Today we have sunk even deeper into the material world, and the starry sky no longer has any meaning for us. Today we think a great deal. But where do all these thoughts come from, as if bubbling up from the depths of our being? They are memories of what the stars revealed to people in those ancient Egyptian times, which now arise chaotically within us and flow into our consciousness. What used to be outside of man as thinking and was reflected in the starry sky is now within us. Everything, even the most complicated invention, is a result of that ancient time when man did not yet think but performed his work on earth as the wasp does now. Wonderful buildings were also erected in those days, and what is being built now or is being delivered by science as knowledge is only a shadow of those ancient times. But everything that comes about in the material world has no significance, nothing lasting for the future, cannot be brought over to Jupiter; and the only way we can transcend this is to study spiritual science.

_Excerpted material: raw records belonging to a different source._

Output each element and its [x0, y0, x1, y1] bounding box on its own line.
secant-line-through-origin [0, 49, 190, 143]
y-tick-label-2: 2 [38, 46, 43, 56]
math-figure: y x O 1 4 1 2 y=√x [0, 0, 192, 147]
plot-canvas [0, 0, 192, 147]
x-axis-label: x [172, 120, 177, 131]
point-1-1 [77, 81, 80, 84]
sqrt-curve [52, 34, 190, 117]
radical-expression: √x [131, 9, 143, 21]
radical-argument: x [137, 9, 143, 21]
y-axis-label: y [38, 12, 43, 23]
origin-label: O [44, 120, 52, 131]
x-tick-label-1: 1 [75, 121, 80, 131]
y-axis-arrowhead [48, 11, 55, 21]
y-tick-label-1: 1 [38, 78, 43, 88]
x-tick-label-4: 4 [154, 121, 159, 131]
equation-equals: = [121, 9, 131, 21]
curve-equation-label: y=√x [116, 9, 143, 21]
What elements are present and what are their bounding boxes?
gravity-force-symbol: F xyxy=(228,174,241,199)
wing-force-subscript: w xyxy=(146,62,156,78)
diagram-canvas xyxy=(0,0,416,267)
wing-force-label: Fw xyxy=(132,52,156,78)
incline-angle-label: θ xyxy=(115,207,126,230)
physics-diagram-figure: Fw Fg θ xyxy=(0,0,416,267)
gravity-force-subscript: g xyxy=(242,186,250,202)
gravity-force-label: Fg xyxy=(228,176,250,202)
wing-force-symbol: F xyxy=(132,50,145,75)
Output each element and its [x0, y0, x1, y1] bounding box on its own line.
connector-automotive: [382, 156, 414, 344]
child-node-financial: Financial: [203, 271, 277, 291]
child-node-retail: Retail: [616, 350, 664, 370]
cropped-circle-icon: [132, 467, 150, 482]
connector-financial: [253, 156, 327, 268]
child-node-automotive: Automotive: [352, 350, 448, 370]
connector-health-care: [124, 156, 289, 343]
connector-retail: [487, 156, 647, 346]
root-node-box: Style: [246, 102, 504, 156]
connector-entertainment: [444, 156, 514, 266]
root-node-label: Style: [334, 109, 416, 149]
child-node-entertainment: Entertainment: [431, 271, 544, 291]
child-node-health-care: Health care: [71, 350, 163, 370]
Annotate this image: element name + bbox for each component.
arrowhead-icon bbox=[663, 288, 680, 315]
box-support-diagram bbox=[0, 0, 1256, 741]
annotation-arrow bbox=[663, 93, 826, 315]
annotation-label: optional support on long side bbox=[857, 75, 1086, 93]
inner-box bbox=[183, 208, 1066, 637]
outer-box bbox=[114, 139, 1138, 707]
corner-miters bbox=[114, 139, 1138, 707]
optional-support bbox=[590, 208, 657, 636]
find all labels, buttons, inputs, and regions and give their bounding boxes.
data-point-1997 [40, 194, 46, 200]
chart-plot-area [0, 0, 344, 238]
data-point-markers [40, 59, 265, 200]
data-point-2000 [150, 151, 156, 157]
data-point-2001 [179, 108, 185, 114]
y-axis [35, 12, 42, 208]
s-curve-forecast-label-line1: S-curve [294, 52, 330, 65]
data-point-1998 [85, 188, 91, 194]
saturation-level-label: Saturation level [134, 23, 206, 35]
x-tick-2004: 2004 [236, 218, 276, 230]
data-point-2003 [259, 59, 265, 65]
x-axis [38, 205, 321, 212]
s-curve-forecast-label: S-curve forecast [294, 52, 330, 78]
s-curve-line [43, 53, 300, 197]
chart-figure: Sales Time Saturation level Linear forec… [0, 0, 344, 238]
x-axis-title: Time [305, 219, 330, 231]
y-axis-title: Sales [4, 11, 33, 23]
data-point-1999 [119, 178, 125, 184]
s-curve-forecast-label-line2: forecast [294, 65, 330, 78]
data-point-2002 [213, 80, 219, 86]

In ancient Persia, people did not need to be reminded of the gods by means of the starry sky; they only needed to be pointed to the spiritual behind the sun. They could still see the spiritual beings with clairvoyance, especially in the intermediate states between sleeping and waking.

The fourth period, the Greco-Latin period, stands alone; it does not merge into the fifth as in the third, but this self-contained period was such that its second part was reflected out of the first part. The people who were embodied in that second part of the fourth post-Atlantean period still had a memory from their life in the first part, so that Homer could describe himself as the previously incarnated Odysseus. In that time, which existed in itself, the souls incarnated in rapid succession and still brought their previous earthly lives with them as memories.

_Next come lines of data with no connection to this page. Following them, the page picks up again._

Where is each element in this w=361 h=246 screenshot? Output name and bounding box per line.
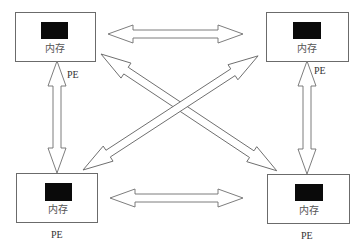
double-arrow-right bbox=[298, 61, 316, 174]
memory-label-bottom-left: 内存 bbox=[38, 205, 78, 215]
pe-label-bottom-right: PE bbox=[301, 231, 313, 241]
pe-label-top-left: PE bbox=[67, 70, 79, 80]
double-arrow-bottom bbox=[110, 189, 243, 207]
double-arrow-left bbox=[48, 61, 66, 173]
memory-block-top-right bbox=[293, 22, 321, 39]
memory-label-top-left: 内存 bbox=[35, 44, 75, 54]
double-arrow-top bbox=[108, 25, 243, 43]
memory-block-bottom-right bbox=[295, 184, 323, 201]
double-arrow-diagonal-bottomleft-topright bbox=[78, 48, 263, 177]
pe-label-bottom-left: PE bbox=[51, 230, 63, 240]
memory-label-top-right: 内存 bbox=[287, 44, 327, 54]
memory-block-bottom-left bbox=[45, 183, 72, 201]
pe-label-top-right: PE bbox=[314, 66, 326, 76]
double-arrow-diagonal-topleft-bottomright bbox=[96, 47, 282, 179]
memory-block-top-left bbox=[41, 22, 68, 39]
memory-label-bottom-right: 内存 bbox=[289, 206, 329, 216]
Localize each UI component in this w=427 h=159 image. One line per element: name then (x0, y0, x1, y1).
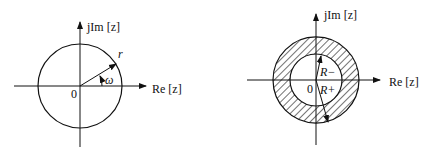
right-real-axis-label: Re [z] (389, 75, 419, 89)
angle-label: ω (105, 73, 113, 87)
right-z-plane: jIm [z] Re [z] 0 R− R+ (247, 8, 419, 145)
left-origin-label: 0 (71, 87, 77, 101)
outer-radius-label: R+ (319, 83, 335, 97)
z-plane-diagrams: jIm [z] Re [z] 0 r ω jIm [z] Re [z] 0 R−… (0, 0, 427, 159)
angle-arc (100, 76, 102, 86)
left-z-plane: jIm [z] Re [z] 0 r ω (14, 20, 182, 147)
radius-label: r (118, 47, 123, 61)
right-imag-axis-label: jIm [z] (323, 8, 357, 22)
inner-radius-label: R− (319, 65, 335, 79)
right-origin-label: 0 (307, 82, 313, 96)
left-real-axis-label: Re [z] (152, 82, 182, 96)
left-imag-axis-label: jIm [z] (86, 20, 120, 34)
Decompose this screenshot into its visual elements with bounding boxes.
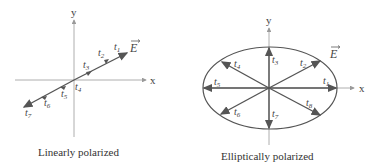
e-field-label: E <box>329 47 338 61</box>
label-t3: t3 <box>83 59 90 72</box>
elliptical-diagram: x y E t1 t2 t3 t4 t5 t6 t7 t8 <box>203 14 365 145</box>
label-t2: t2 <box>300 57 307 70</box>
y-axis-label: y <box>266 14 272 26</box>
label-t3: t3 <box>272 54 279 67</box>
x-axis-label: x <box>359 82 365 94</box>
polarization-figure: x y E t1 t2 t3 t4 t5 t6 t7 x y <box>0 0 380 167</box>
label-t5: t5 <box>61 88 68 101</box>
label-t1: t1 <box>114 41 120 54</box>
label-t1: t1 <box>323 75 329 88</box>
label-t4: t4 <box>75 81 82 94</box>
caption-linearly-polarized: Linearly polarized <box>38 146 119 158</box>
caption-elliptically-polarized: Elliptically polarized <box>221 150 314 162</box>
vector-t8 <box>269 88 320 115</box>
label-t7: t7 <box>25 107 32 120</box>
e-field-label: E <box>129 41 138 55</box>
label-t2: t2 <box>98 47 105 60</box>
vector-t6 <box>221 88 269 114</box>
vector-t4 <box>222 62 269 88</box>
label-t5: t5 <box>214 76 221 89</box>
y-axis-label: y <box>71 6 77 18</box>
label-t7: t7 <box>272 108 279 121</box>
label-t6: t6 <box>234 106 241 119</box>
x-axis-label: x <box>150 74 156 86</box>
label-t6: t6 <box>44 97 51 110</box>
linear-diagram: x y E t1 t2 t3 t4 t5 t6 t7 <box>15 6 156 137</box>
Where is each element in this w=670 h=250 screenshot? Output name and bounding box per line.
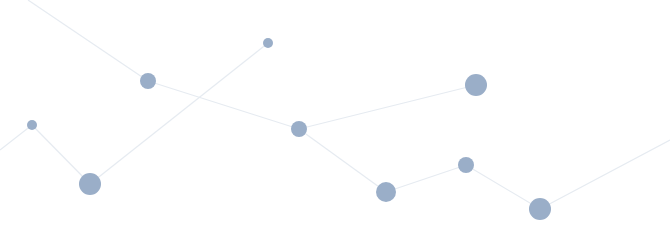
connector-line	[386, 165, 466, 192]
node-dot	[140, 73, 156, 89]
node-dot	[27, 120, 37, 130]
connector-line	[299, 85, 476, 129]
connector-line	[466, 165, 540, 209]
node-dot	[291, 121, 307, 137]
node-dot	[263, 38, 273, 48]
connector-line	[299, 129, 386, 192]
node-dot	[376, 182, 396, 202]
node-dot	[465, 74, 487, 96]
edges-layer	[0, 0, 670, 209]
network-graphic	[0, 0, 670, 250]
connector-line	[90, 43, 268, 184]
connector-line	[540, 140, 670, 209]
nodes-layer	[27, 38, 551, 220]
network-svg	[0, 0, 670, 250]
connector-line	[0, 125, 32, 150]
connector-line	[32, 125, 90, 184]
node-dot	[458, 157, 474, 173]
connector-line	[28, 0, 148, 81]
connector-line	[148, 81, 299, 129]
node-dot	[79, 173, 101, 195]
node-dot	[529, 198, 551, 220]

The second period will be reflected in the sixth and also the first in the seventh. But those people who do not now accept the Christ impulse, which alone can awaken the true memory of the spiritual existence, will experience an inner fear in the sixth period, an oppressive feeling of something that is there but which they cannot grasp. And in the seventh period, this will cause a complete destruction in the life of thought and feeling, which will manifest itself in the physical structure of the body.

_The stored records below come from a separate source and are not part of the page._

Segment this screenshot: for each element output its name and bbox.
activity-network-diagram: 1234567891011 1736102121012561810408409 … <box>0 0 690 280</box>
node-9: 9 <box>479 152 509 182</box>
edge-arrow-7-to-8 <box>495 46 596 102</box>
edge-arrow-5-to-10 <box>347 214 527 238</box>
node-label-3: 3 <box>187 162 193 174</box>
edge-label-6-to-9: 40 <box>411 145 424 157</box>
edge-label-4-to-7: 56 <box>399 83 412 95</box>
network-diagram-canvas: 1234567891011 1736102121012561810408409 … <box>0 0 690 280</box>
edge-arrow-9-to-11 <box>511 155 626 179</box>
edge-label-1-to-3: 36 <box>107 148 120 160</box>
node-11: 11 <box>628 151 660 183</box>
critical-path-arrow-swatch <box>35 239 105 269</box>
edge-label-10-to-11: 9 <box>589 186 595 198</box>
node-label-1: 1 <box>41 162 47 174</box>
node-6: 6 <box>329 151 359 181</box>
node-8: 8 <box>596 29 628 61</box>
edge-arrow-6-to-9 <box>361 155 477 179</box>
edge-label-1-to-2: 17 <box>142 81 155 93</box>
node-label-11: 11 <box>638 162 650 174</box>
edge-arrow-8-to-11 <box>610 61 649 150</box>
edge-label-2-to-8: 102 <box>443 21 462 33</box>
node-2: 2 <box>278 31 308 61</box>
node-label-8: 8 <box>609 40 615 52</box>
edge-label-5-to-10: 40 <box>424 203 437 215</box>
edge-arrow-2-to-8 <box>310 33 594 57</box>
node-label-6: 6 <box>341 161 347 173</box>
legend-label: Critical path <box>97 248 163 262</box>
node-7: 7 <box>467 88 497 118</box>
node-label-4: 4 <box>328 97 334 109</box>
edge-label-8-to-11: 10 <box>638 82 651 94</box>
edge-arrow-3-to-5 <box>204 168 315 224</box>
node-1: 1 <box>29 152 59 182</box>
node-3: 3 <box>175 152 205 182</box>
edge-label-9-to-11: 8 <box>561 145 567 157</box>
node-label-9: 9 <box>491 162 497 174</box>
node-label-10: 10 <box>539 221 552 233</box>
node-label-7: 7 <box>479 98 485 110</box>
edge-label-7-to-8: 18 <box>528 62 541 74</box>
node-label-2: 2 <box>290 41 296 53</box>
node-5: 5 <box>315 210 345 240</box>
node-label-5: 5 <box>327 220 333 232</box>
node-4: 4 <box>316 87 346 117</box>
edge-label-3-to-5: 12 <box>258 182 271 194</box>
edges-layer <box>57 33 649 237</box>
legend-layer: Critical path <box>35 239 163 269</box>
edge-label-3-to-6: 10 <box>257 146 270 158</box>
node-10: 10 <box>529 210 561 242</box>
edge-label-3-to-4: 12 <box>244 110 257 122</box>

Recordings B by Alice Kinkel

It is said that Christ died; then about Kepler, Odysseus, Homer, and also about the impact of first impressions in the spiritual world. Odysseus and Homer are the same individuality. He tells, in the second period of the fourth period, that is, as Homer, what he experienced as Odysseus in the first period of the second period.

During these periods, man was still in contact with the gods day and night and was surrounded by the living gods. The first period, of which we have spoken, will then reappear in the seventh period; the wisdom of the ancient Rishis.

But the masses of people who reject the spiritual life will dig the great grave for everything spiritual in this last period, and over the great field of corpses will then stride the small group that must save the spiritual life into a new culture. But the other people will be like automatons; such bodies will walk on earth; then comes the new time. Five thousand years must have passed beforehand.

A tremendous depression, that is the first impression one has in the spiritual world when one is outside of one's body. One now sees, when the body is discarded, all the weaknesses that one has and all the possibilities for changing what one has done in life and what one has not done in the body. And it becomes difficult for the person to understand that all this must now remain so until the next incarnation; because between death and a new birth we can no longer change anything, we can only recognize the mistakes.

And that is the meaning of the ritual of the third degree.